Install your slicer, select your printer model in its setup wizard, then drag your STL onto the build plate. The first thing to check is size: because STL carries no units, a model can occasionally import too large or too small (a classic symptom is a part that is 25.4× off, the inch-to-millimetre ratio). Click the model, read its dimensions, and rescale if they do not match what you set in Step 1.

Step 4 — Choose your key print settings

Slicers expose hundreds of settings, but for a first print you only need to touch a handful. Sensible defaults will carry you a long way.

Layer height

This is how thick each printed layer is. 0.2 mm is the universal safe default — a good balance of speed, strength, and surface quality. Go finer (0.12 mm) for smoother detail at the cost of time, or coarser (0.28 mm) for faster, chunkier prints.

Infill

Most prints are not solid plastic inside; they are filled with an internal lattice to save material and time. 15–20% infill is plenty for decorative and everyday parts. Raise it toward 40–50% only if the part must bear real load.

Supports

Supports are temporary scaffolding the printer adds under steep overhangs, removed afterward. The good news for beginners: flat-bottomed primitives like cubes and cylinders usually need none. Only enable supports if your shape has overhangs that would otherwise print into thin air. Leaving them off when they are not needed gives a cleaner result and saves cleanup.

Bed adhesion (brim or raft)

To stop a part lifting off the plate mid-print, a brim adds a thin skirt of plastic around the base for grip, and a raft prints the model on a removable plastic platform. For small or tall parts, a brim is cheap insurance; many flat-bottomed shapes print fine with neither.

Step 5 — Slice and preview

Click Slice. In a moment the slicer hands back two things worth checking before you commit:

Step 6 — Export G-code and print

Happy with the preview? Export the G-code — the final instruction file your printer runs. Get it onto the machine by whatever route your printer supports: SD card, USB stick, USB cable, or network/Wi-Fi. Then start the print from the printer's menu or your slicer's send button.

The single biggest factor in first-print success is the first layer. Give it the best chance:

Step 7 — Post-processing

When the print finishes, let the bed cool for a minute — parts often pop off on their own as the plastic contracts. From there, a little finishing makes a big difference:

Key idea: Every 3D print follows the same path — model → STL → slicer → G-code → printer → finishing. Learn it once on a simple shape and every future print is just a variation on these seven steps.

Frequently asked questions

Do I need to know CAD to 3D print a shape?

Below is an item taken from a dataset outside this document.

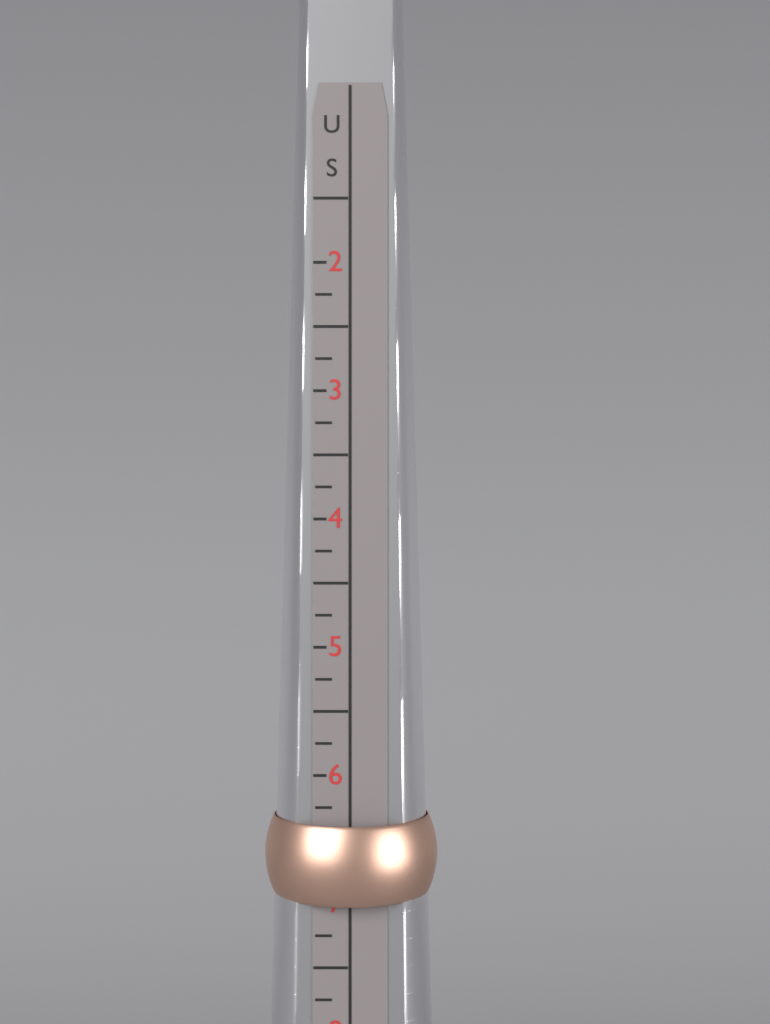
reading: 7.00 US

No. A shape generator like this one lets you produce a clean, print-ready STL by picking a shape and typing dimensions — no modeling skills required. CAD becomes useful later, when you want fully custom geometry.

Why did my first layer not stick?

Almost always bed leveling or a dirty surface. Re-level so the nozzle sits an even gap above the plate, wipe the bed with isopropyl alcohol, and add a brim for extra grip. A well-laid first layer is flat, even lines lightly squished into the plate.

How long does a small shape take to print?

A modest 30–50 mm shape at 0.2 mm layer height and 15–20% infill typically takes anywhere from 30 minutes to a couple of hours, depending on size and detail. Your slicer's estimate after Step 5 is the reliable number to trust.

About the author: Amir is a long-time 3D-printing hobbyist who has spent years designing parametric models and tuning both FDM and resin printers. He writes and maintains all the guides on Free STL Shapes and revises them as slicers, printers, and best practices evolve. Spotted something out of date? Let him know.